For most people, it’s just common sense that it is never a good idea to consume alcoholic beverages to the point that one’s judgment and physical capabilities are impaired, particularly if one is going to operate a vehicle or other machine, such as a firearm.
But for Garen Wintemute, the longtime gun control-advocacy junk researcher at the University of California at Davis, who promotes himself as “one of the world’s foremost experts on gun-related violence,” talking about alcohol and guns in the same breath is just another way to do what he most likes to do--expressing his feeling that guns and gun owners are inherently unsafe--and getting paid for doing it.
His new “study,” published by Injury Prevention, pushes the idea that gun owners, particularly those who keep and carry firearms for protection, are more likely to drink heavily and often. Not surprisingly, it was paid for by the anti-gun Joyce Foundation, which has given $26 million to anti-gun groups and causes between 2003 and the present, and the California Wellness Foundation. And to make sure the money keeps coming in, Wintemute says “new and more comprehensive [funded] research is needed, since legislation authorizing the public carrying of loaded and concealed firearms has become almost universal in the United States.”
There aren’t too many jobs in which you can get paid hundreds of thousands of dollars for doing not much more than punching the time clock and making sure the boss knows about it. But Wintemute’s sugar daddies and mommas at the anti-gun foundations don’t seem to care. Wintemute even admits the limitations of his latest diatribe.
For starters, Wintemute’s poll depends on the truthfulness of the poll’s respondents. Undoubtedly and understandably, habitual drunkenness is viewed with disrespect in our society, and some people won’t admit such behavior to a stranger conducting a telephone poll. Similarly, people may be unwilling to admit gun ownership to strangers, to protect themselves against being burglarized or placed on gun owner registration lists. It’s not mere coincidence that national polls began showing a significant decline in gun ownership in the early 1990s, as the Clinton Administration’s multi-faceted campaign against the right to arms took shape.

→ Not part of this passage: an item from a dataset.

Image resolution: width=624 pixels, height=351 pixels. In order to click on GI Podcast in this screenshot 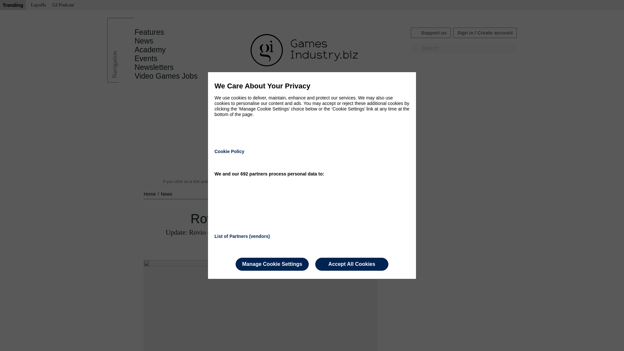, I will do `click(63, 5)`.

Also, the eight states Wintemute used for his study were self-selecting on a basis he does not disclose. Polls suffering from this limitation are referred to as “SLOP,” for “self-selecting opinion poll,” because the self-selection process can inject bias into poll question responses and severely skew the poll’s findings.
Wintemute’s study doesn’t even try to determine whether there is any greater incidence of mishaps or misconduct, firearm-related or not, among gun owners who consume alcohol. But that might be for good reason. After all, as Right-to-Carry laws have become “almost universal,” the nation’s murder rate has fallen to a 47-year low. Maybe Wintemute understands the meaning of the old axiom, “if you don’t want the answer, don’t ask the question.”